Play 3NT
As Dealer, with neither vulnerable at IMP’s, you pick up the following:
A Q 5
A K 6
A 7 6 5 4
5 3.
For Goren point counters, this may seem like a routine 1NT opener. For devotees of the Kaplan-Reuben count this is a 17.9 hand, so it is a bit heavy. The problem is that partner, with club length, may respond 1NT and leave you exposed to a spade lead. Alternatively, if partner responds in a major, you have to rebid 2NT with two small in clubs. I realize that most might not even worry about this, but not vulnerable, you choose to bid a heavy 1NT. You are relieved to hear partner invite (via a non-major showing stayman auction) and you land in 3NT.
The
Q is led, and partner tables the follwing:
8 4
7 4
K T 8 2
A J T 9 6.
How do you play it?
Ok, you have six top tricks, so you need 3 more. Diamonds will provide 3 more if they split 2-2, or if RHO has stiff J or Q and you play restricted choice. Total probability is about 7/16, or 44%. Or, clubs will provide 3 more if LHO has Kx, Qx, KQ, Kxx, Qxx, or KQx. The probability of these splits is about 25/64, or 39%. Now, can you combine these chances? Well, if you play A - K of diamonds first, you have to get back to your hand with a major suit entry to finesse clubs - not great. So you could play K - A of diamonds, but that lowers the suit probability to 6/16. Also, then when you lead a club to the J, LHO can foil your plans by rising with his honor from Hx(x).

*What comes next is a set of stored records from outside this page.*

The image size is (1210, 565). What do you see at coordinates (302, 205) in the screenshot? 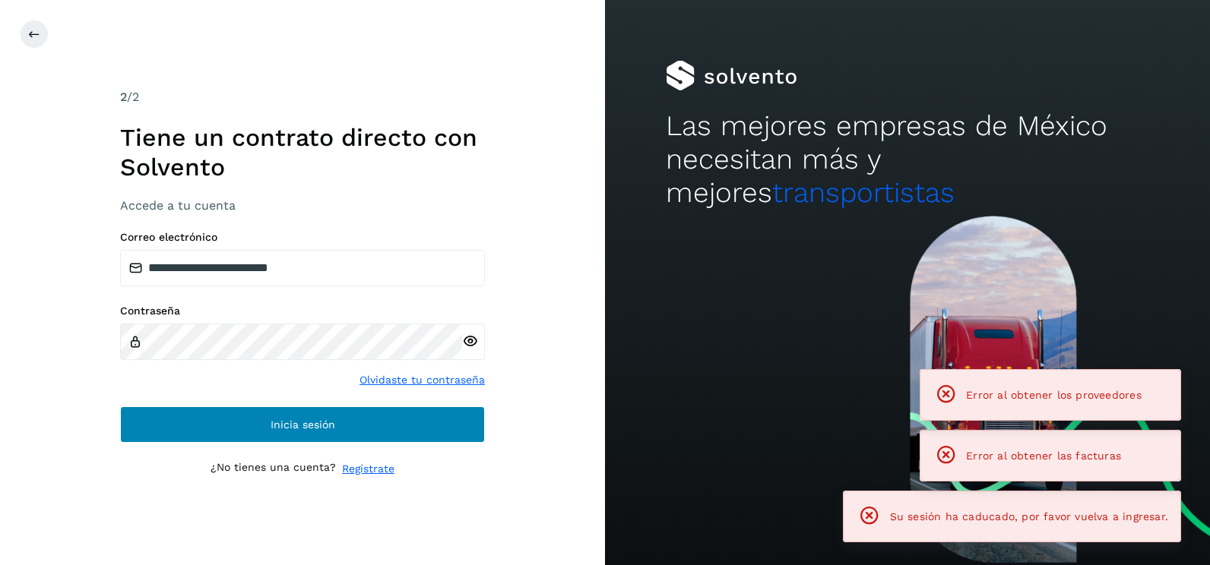
I see `h3: Accede a tu cuenta` at bounding box center [302, 205].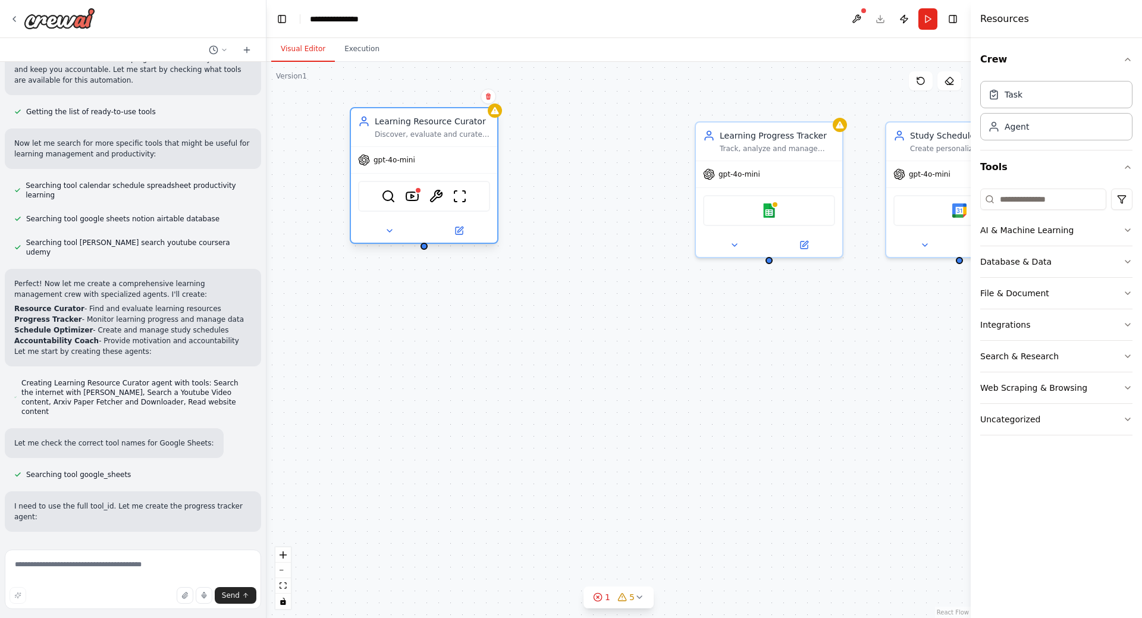 The image size is (1142, 618). Describe the element at coordinates (283, 555) in the screenshot. I see `button: zoom in` at that location.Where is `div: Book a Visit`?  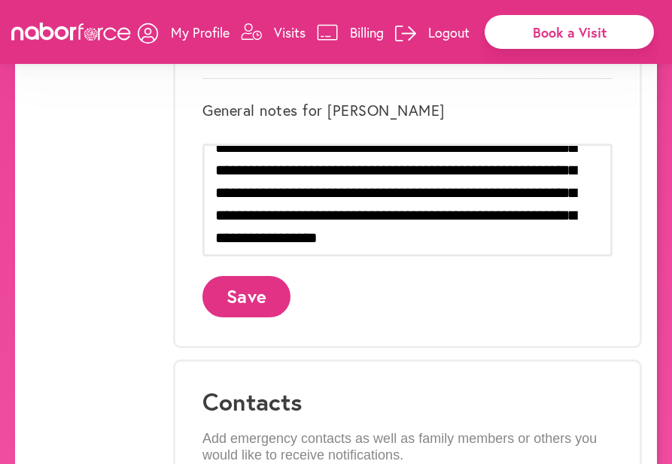
div: Book a Visit is located at coordinates (569, 32).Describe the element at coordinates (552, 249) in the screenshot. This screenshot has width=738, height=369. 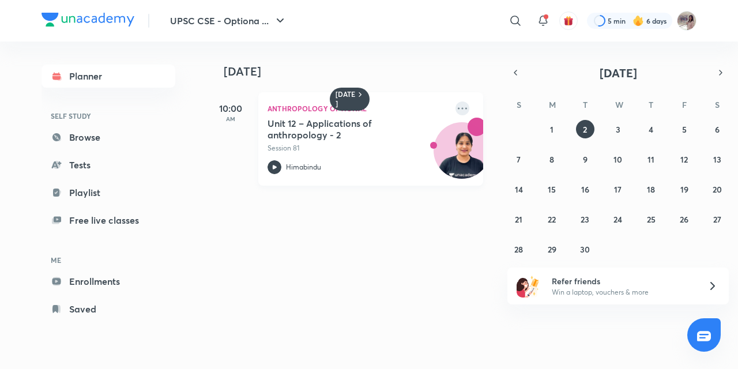
I see `button: September 29, 2025` at that location.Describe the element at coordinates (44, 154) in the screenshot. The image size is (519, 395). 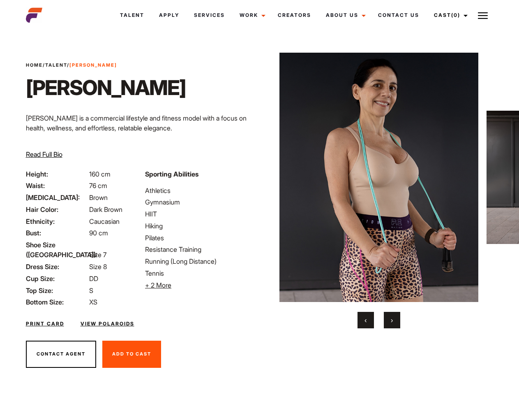
I see `button: Read Full Bio` at that location.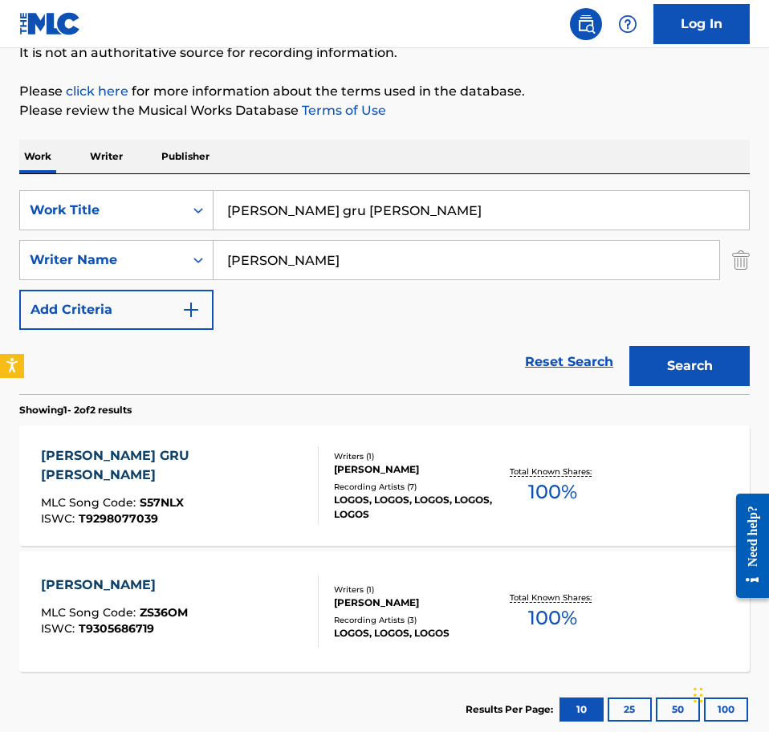  Describe the element at coordinates (28, 66) in the screenshot. I see `div: Open Resource Center` at that location. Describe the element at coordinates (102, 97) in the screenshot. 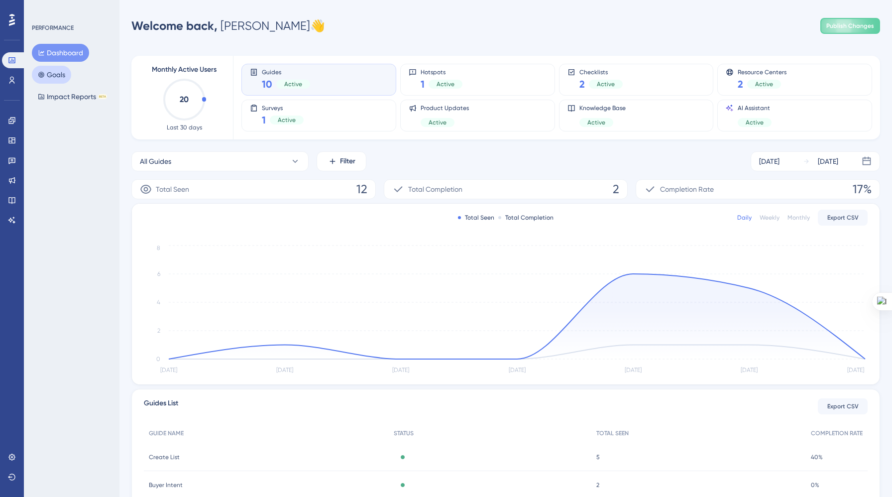

I see `div: BETA` at that location.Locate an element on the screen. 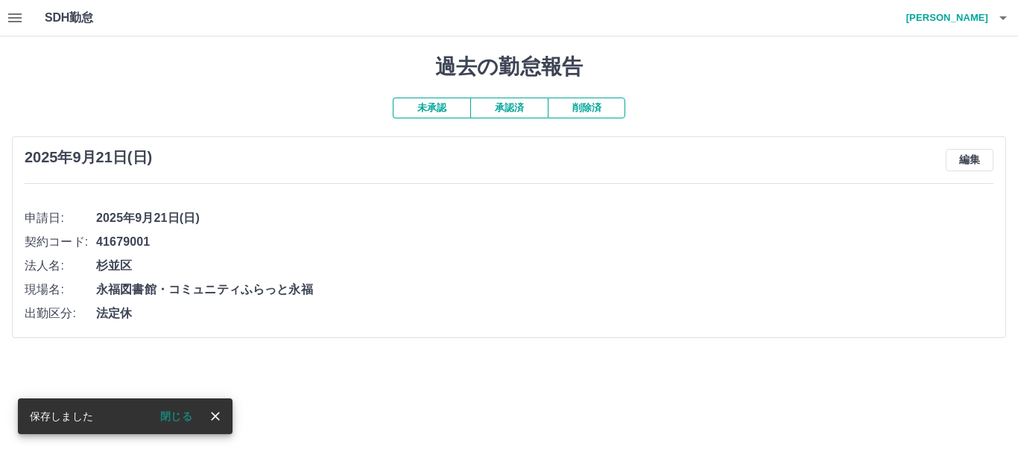  div: 保存しました is located at coordinates (61, 417).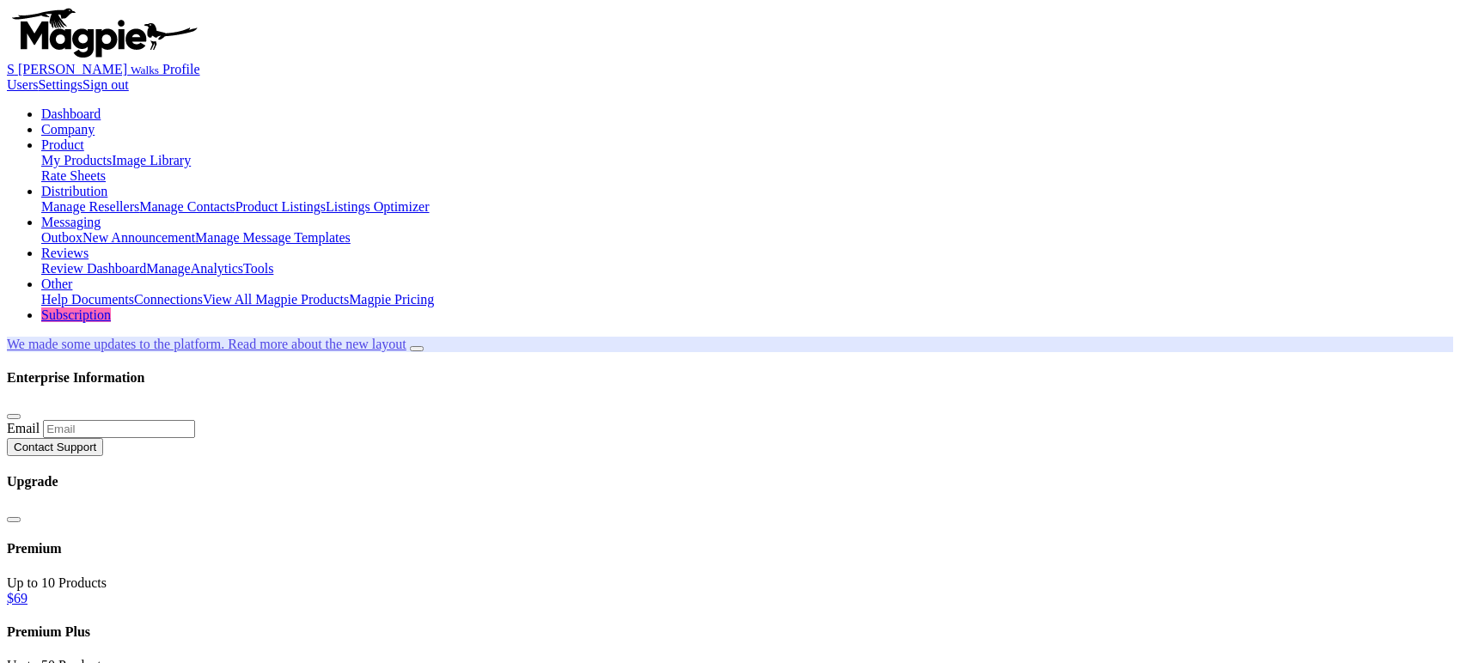  Describe the element at coordinates (272, 237) in the screenshot. I see `a: Manage Message Templates` at that location.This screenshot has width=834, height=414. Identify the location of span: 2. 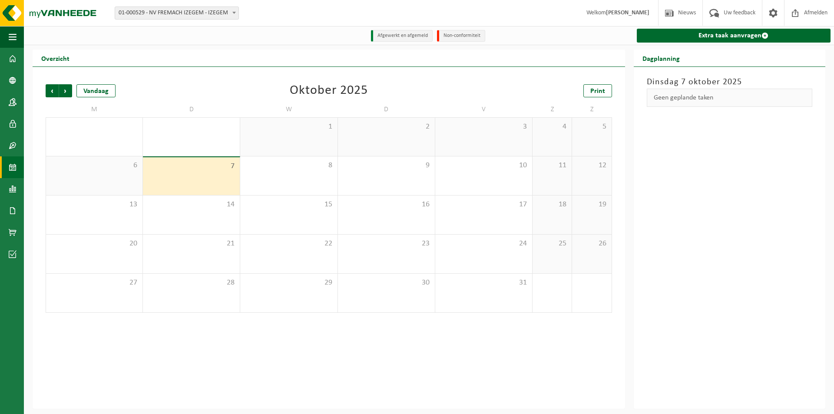
(386, 127). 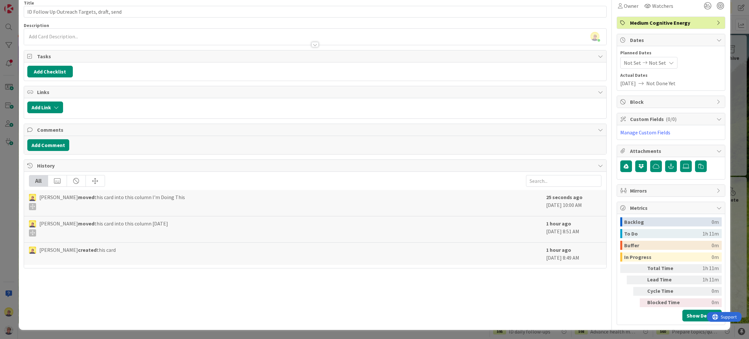 I want to click on span: Metrics, so click(x=672, y=208).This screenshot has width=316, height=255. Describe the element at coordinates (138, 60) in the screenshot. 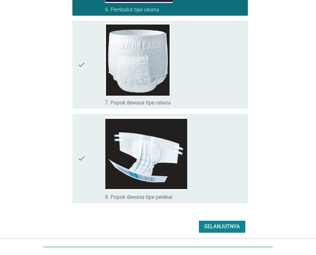

I see `img: 667688fd-110e-4420-add9-4ebd102d70db-----------2025-10-10-112831.png` at that location.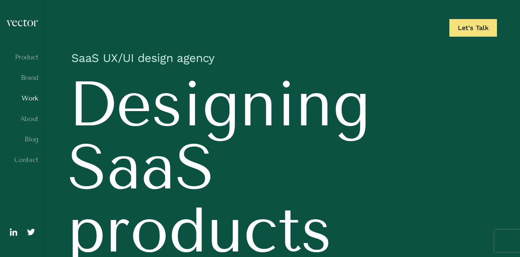 This screenshot has width=520, height=257. What do you see at coordinates (22, 139) in the screenshot?
I see `a: Blog` at bounding box center [22, 139]. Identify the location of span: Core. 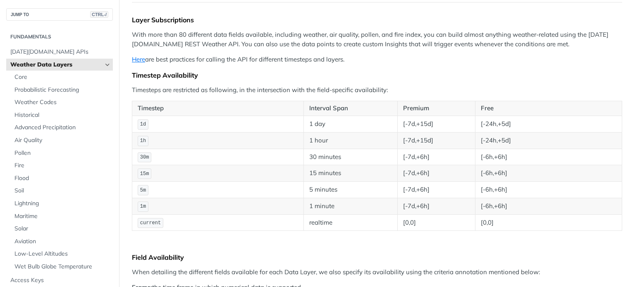
(62, 77).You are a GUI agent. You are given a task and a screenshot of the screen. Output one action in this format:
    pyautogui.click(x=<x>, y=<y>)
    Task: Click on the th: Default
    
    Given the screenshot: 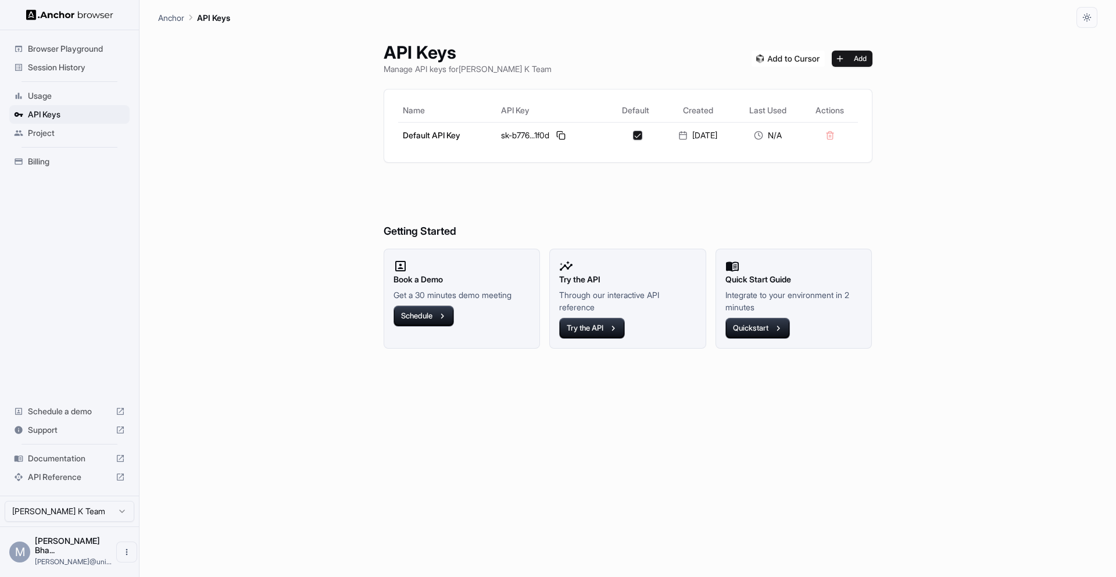 What is the action you would take?
    pyautogui.click(x=635, y=110)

Thus, what if you start with clubs first? That sounds promising - you can lead a club to the J. Assume it loses, or you can revert to diamonds for 4 tricks. When they come back with the heart, you can play A - K of diamonds; then if they don’t split you can revert back to the club suit, reentering your hand with the spade ace for the second club hook. Total probability by combining your minor suit chances is about 66%.
November 16, 2006 Mark Kinzer
Duck the first heart, win any continuation-discern LHO’s heart length if possible, lead clubs and finessing twice. The idea being establihing 4 club tricks on a good lie of the cards before touching diamonds. If not a good lie then, you may still take 2 or 3 club tricks and a 2-2 diamonds break or a restricted choice against LHO sees you home. If these fail, you may still make the hand if LHO has 4 or 5 hearts and RHO has the K of spades.
To beat you they need a combination of things:
1 LHO has KQxxx of clubs
2. One of the opponents has QJx or better in diamonds or RHO has Qxx (unlikely)
3 LHO has the K of spades
4 Hearts are 4-4
While you may add features in choosing an opening bid, you may discount features too–like the ratty diamonds suit and the doubleton club. These alone negate all the other positives and point to a simple strong 1NT opening. You are struggling in 3NT with this average to goodish dummy! Look what would have happened it the Q of spades was the Q of diamonds:
Axx AKx AQxxx xx
No worry!
November 26, 2006 Slammer
I must say I’m confused by the rationale to open 1NT rather than 1D because of the low doubleton club in what you consider to be an otherwise borderline hand. I would much rather open 1D and jump-rebid 2NT over 1-major, for a few reasons:
(1) If you open 1D, they can’t double Stayman;
(2) If you open 1D with this control-rich hand, you might actually get to a good 5D on balanced-opposite-balanced-or-semi-balanced and no club stop. This seems rather less likely to happen if you open 1NT;
(3) I don’t like playing my slams in 3NT. This is a slam-oriented hand and a strong NT opening is a slam-killer, especially when the NT opener has so many controls.
(4) If I am worried about which hand is on lead to lead a club, I can’t right-side NT (except 1D-nNT, but if responder can bid that way, clubs probably aren’t a concern). However, opening 1D is more likely to right-side 4S.
November 29, 2006 Christopher Monsour
In my above comments, I realize I didn’t address the concern about a spade lead if partner declared notrump. I tend to discount this risk somewhat for a couple of reasons: (a) if partner responds 1NT, then we are stopping short of game almost half the time, and not as many IMPs are at stake in those situations; (b) I assume 1D-2NT is game forcing, so that partner isn’t responding 2NT unless you have 29+ combined points and it probably doesn’t matter who is on lead. If 1D-2NT is invitational, this may be a closer decision. Also, if you reverse the minors, this is a closer decision: There is no longer a concern about a double od Stayman on a 1NT opening, and it is tougher to get to club contracts after 1C-1maj-2NT than it is to get to diamond contracts after 1D-1maj-2NT, partly because of how most methods over the 2NT rebid work and partly because the second sequence guarantees four diamonds but the other sequence does not guarantee four clubs.